You may have read Dr. Sinclair's response to SpringerRider, by way of Dr. Eskapa, to SR's question. Springer asked, paraphrased, whether it is helpful to intensify craving by creating alcohol deprivation effect and then drinking to extinguish that. Here's part of Sinclair's response:
Quote:
Now to your question of whether you should intentionally deprive yourself of alcohol. The way you are doing it sounds good. It is a good idea to extinguish all of the various forms of drinking you had learned to do. You should drink alcohol (with naltrexone) in the same locations where you previously learned to drink, with the same people, and with the same moods.

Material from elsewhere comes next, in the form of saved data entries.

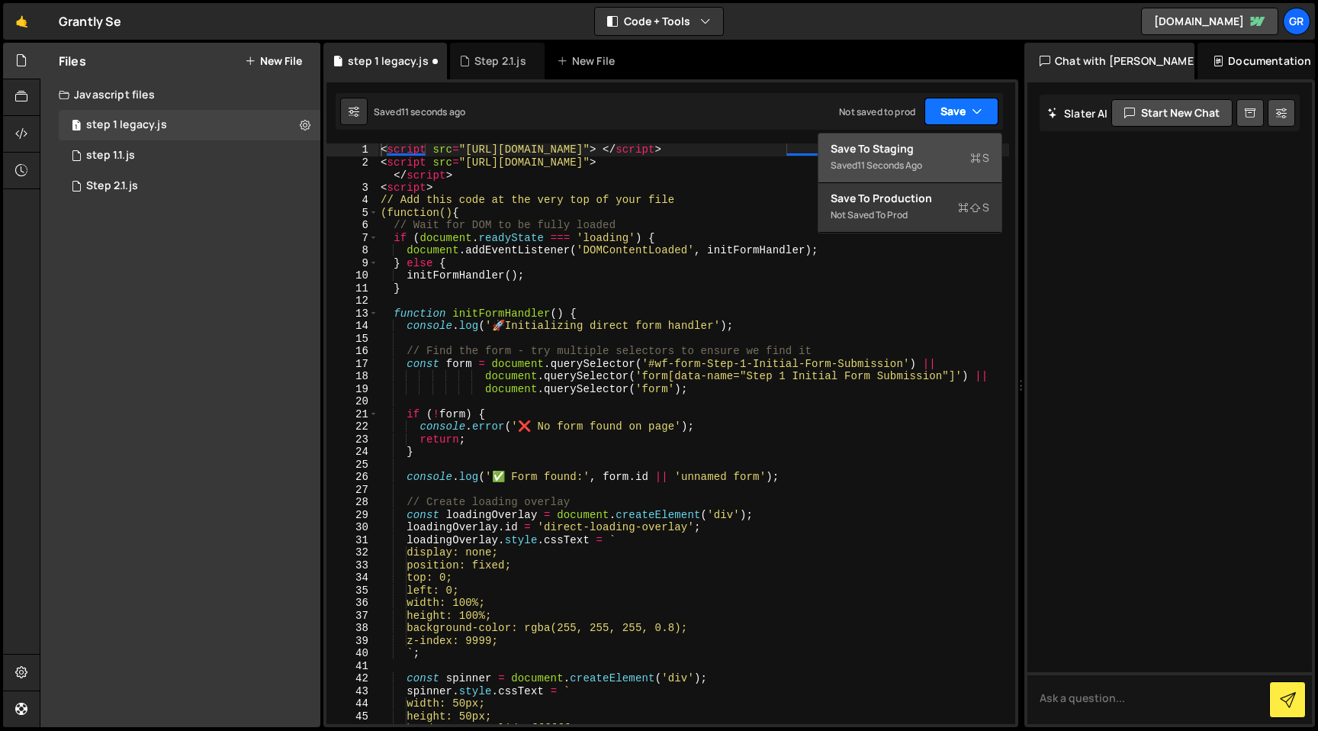 This screenshot has width=1318, height=731. Describe the element at coordinates (90, 21) in the screenshot. I see `div: Grantly Se` at that location.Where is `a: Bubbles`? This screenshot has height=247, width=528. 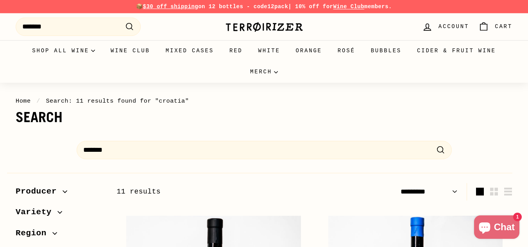 a: Bubbles is located at coordinates (386, 51).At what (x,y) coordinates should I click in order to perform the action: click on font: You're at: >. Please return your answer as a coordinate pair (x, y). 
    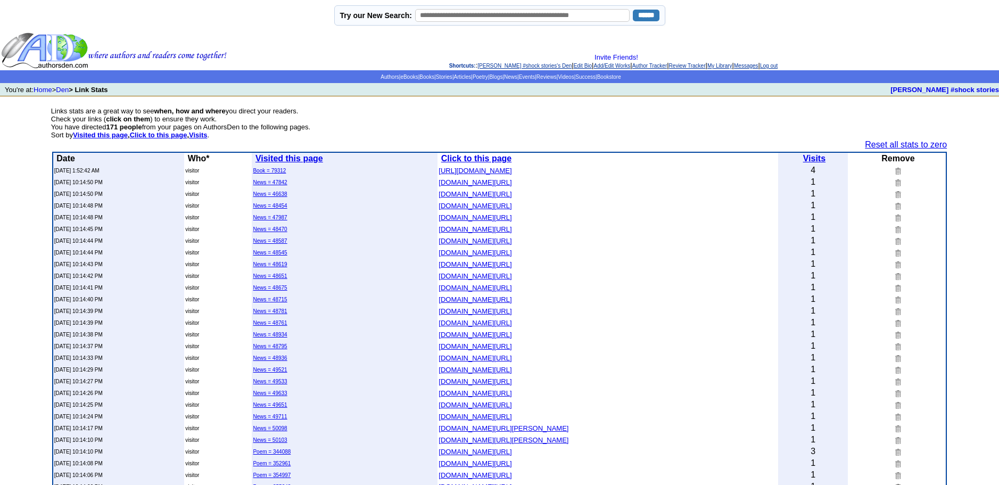
    Looking at the image, I should click on (56, 89). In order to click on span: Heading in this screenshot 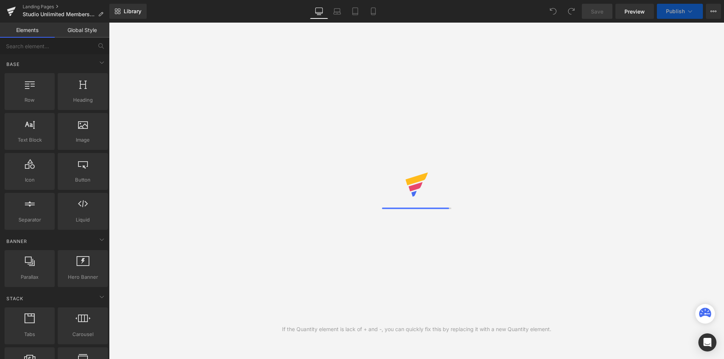, I will do `click(83, 100)`.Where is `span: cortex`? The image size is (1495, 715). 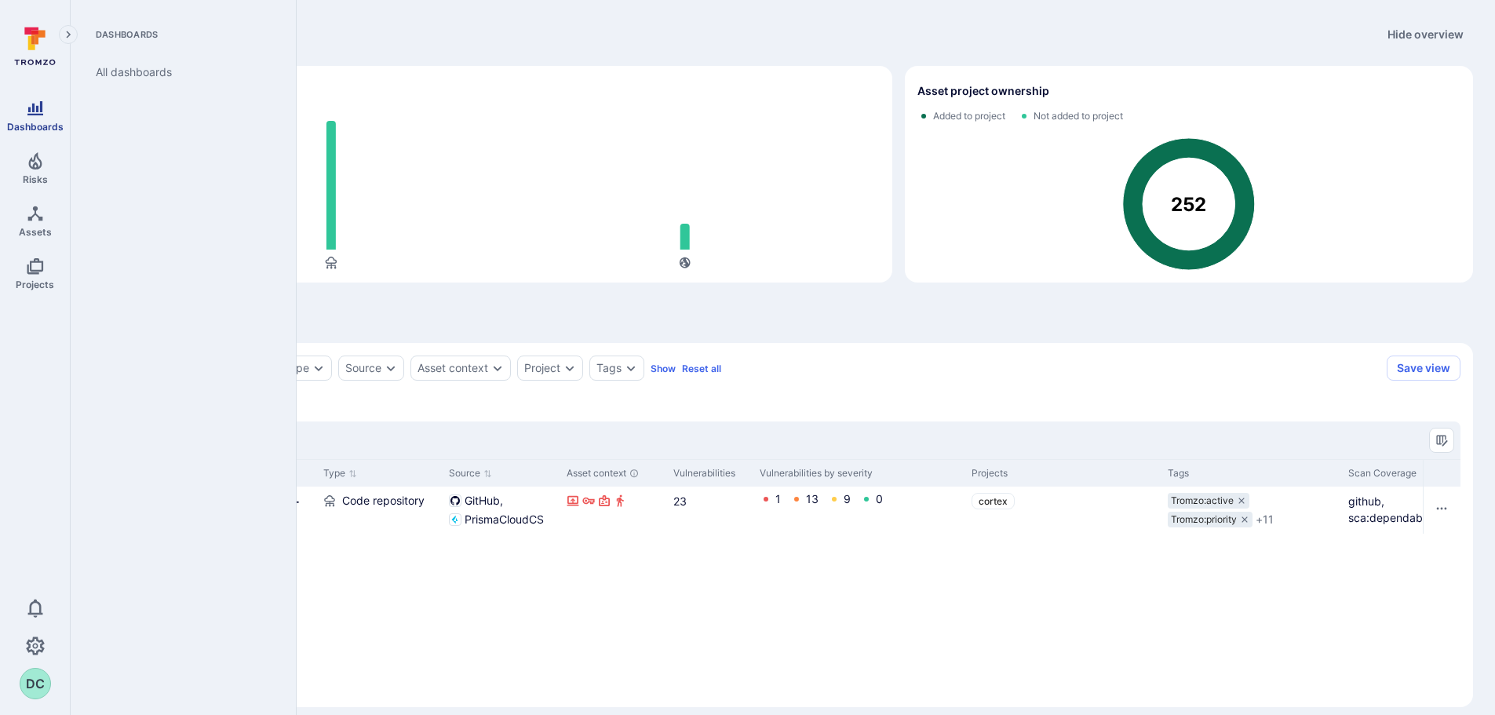 span: cortex is located at coordinates (992, 501).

I read the response to be not simply that we all should "starve" ourselves a few days, then drink through it; I read Sinclair as saying that we should identify our own triggers and drink through them to promote extinction. We used to talk about this in the early days at MWO, and I feel a bit sorry we have neglected it here.
The Sinclair Method is not suitable for several weeks' inpatient treatment in large part because the patients would be drinking through very few real-world triggers. Eskapa does not devote a great deal of attention to it in the book, but this is what he means when he says to drink as you normally do. It's not so much about the amount as it is the trigger.

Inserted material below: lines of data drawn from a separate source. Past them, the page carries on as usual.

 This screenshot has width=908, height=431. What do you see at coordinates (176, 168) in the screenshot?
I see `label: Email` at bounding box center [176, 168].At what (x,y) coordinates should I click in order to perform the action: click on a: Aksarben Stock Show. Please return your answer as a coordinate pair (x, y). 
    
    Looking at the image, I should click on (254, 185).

For binge drinkers, alcohol deprivation must be a powerful trigger. For many of us, having not had an alcohol-free day since God knows when, we are strangers to deprivation so it's not a trigger. I suspect I'm like many daily drinkers in that I have many mild triggers through the day. Five o'clock? Trigger. Five o'clock somewhere? Trigger. Surprise phone call from old friend? Must grab a glass of wine. Surprise phone call from irate ex-husband? Trigger. Favorite tv show? Trigger. Beer ad on tv? Trigger (although I'm a wine drinker). Deadline approaching? Trigger. Project complete? Major trigger. Golf on a beautiful day? Four-Star Trigger. You get the idea.
If we avoid these triggers rather than drink through them as we normally do, we miss opportunities for extinction. So maybe you binge drinkers are lucky in a way; you actually can ramp up a powerful trigger by "teasing" (as SR would say) and heightening the extinction effect. From what Dr. Sinclair said, I'm not clear this would work for us daily drinkers who haven't learned that as a trigger.
And you bingers thought we daily drinkers had all the luck!